Leader – Is clampdown on street clutter a tad confused?
Question: What is the most passé form of furniture?
Answer: Street furniture.
Hence moves to sweep railings, bollards and other junk that clutters up our pavements into the dustbin of history.
Such moves have proved a hit in other parts of London like Kensington’s Exhibition Road, which was de-cluttered as part of the trailblazing ‘shared space’ streetscape scheme, and Camden Town, where the stripping out of railings was so zealous it left cyclists flummoxed about where to lock their bikes.
Now the war on street furniture has a new enemy: the A-board.
Council’s D- for A-boards
A-boards are handy for small local businesses that hardly have the cash to advertise on billboards, but can they can prove tricky to negotiate for blind and partially sighted people.
Hackney Council has branded them an obstacle to pedestrians and has set about threatening shop and cafe owners with fines unless they clear them away (see Hackney Citizen Issue 44).
So, is the council also going around ripping out the so-called six sheet advertising boards that stand smack bang in the middle of many of our pavements and are far larger than A-boards? No.
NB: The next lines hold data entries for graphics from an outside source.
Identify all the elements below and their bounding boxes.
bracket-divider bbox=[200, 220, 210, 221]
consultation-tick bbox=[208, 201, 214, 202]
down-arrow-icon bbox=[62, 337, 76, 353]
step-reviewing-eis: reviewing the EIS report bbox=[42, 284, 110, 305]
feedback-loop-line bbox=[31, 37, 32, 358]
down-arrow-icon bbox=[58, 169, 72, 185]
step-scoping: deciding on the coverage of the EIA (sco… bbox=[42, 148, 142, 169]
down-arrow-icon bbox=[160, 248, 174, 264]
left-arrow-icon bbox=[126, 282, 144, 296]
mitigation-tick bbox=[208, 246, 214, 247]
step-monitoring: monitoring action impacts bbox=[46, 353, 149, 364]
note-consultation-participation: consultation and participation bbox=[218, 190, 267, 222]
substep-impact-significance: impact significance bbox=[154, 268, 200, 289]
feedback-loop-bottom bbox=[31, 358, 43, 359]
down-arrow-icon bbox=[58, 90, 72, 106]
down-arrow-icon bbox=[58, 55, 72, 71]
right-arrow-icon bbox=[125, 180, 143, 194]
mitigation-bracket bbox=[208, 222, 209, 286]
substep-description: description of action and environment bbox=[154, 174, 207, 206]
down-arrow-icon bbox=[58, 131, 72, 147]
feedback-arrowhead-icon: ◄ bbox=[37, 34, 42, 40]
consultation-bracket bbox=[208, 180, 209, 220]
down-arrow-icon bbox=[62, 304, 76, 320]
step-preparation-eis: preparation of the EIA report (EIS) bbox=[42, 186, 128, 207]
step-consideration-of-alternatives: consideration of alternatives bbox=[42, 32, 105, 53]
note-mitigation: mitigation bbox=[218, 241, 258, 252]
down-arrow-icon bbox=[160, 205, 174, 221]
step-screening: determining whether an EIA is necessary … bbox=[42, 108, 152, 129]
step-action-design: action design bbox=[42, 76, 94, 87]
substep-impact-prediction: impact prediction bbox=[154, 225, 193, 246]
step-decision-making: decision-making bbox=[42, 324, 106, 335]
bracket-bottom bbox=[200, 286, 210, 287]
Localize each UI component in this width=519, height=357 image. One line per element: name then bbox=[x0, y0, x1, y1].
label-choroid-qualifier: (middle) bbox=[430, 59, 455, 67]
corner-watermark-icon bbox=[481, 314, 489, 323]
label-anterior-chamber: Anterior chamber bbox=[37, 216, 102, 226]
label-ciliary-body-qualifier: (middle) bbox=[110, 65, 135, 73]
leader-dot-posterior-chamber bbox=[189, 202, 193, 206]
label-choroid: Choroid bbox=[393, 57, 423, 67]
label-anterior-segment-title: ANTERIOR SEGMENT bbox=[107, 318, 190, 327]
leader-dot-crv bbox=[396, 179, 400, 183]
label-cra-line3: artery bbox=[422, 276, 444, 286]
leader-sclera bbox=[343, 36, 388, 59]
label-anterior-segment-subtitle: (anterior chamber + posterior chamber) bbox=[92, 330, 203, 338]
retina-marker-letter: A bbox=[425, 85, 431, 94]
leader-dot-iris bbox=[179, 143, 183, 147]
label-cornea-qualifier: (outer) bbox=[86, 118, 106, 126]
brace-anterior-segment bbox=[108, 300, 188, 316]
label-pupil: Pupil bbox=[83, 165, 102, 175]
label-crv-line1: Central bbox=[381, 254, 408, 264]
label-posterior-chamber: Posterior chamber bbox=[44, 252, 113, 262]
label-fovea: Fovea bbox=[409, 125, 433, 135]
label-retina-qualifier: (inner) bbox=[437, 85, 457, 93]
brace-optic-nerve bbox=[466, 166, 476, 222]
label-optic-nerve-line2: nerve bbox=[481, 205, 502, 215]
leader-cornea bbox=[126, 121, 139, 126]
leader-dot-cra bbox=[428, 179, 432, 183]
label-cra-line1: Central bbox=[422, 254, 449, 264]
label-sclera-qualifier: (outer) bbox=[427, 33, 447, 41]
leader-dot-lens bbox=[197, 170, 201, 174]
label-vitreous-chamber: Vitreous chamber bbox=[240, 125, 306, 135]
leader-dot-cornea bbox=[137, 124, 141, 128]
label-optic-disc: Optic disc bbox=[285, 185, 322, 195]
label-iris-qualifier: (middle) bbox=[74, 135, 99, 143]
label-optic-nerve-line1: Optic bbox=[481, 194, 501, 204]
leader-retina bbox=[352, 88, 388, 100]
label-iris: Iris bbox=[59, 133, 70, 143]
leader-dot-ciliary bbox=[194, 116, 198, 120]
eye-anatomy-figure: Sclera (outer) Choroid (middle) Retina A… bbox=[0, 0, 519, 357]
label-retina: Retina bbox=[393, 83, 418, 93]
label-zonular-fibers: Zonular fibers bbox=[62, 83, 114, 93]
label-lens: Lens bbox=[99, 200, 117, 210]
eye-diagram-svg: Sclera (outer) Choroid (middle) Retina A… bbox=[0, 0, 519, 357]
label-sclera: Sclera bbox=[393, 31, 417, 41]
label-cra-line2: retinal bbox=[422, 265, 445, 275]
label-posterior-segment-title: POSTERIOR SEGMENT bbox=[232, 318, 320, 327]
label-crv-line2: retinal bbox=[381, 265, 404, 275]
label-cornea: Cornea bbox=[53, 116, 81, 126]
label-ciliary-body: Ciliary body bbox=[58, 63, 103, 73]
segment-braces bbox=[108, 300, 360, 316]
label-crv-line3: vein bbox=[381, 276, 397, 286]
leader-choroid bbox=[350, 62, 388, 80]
And in fact it is itself advertising on them.
Bind over contract
Hackney Council is currently tied into a 25-year contract with French advertising giant JCDecaux, which owns these concrete, illuminated obstructions.
JCDecaux apparently pays the Town Hall a fee and gives it a reduced rate for advertising.
But the details of the contract are unknown as, despite the Hackney Citizen asking the council for this information for several weeks, we have not been furnished with a copy.
The press office says the contract may be “commercially confidential”. It is also a mystery as to when the contract will be up for renewal.
The inconsistencies in the council’s approach to tackling street furniture went unmentioned at last month’s full council meeting, which heard a deputation from the organisation Foresight, which caters for the needs of blind and partially sighted Hackney residents and which had sent representatives to the Town Hall to humbly ask councillors to commit to permanently funding its activities.
Culture chief Councillor Jonathan McShane responded by pointing to the anti-A-board campaign as an example of how the council is helping blind people (the Royal National Institute of Blind People has called for an outright ban on A-boards).
Oh burger
Discussion of the six-sheet boards was nowhere to be seen, and the meeting later turned its attention to the subject of whether or not politicians should ban fast food outlets from opening up close to schools – somewhat ironic as the street-cluttering JCDecaux boards the council advertises on also carry adverts for… Burger King!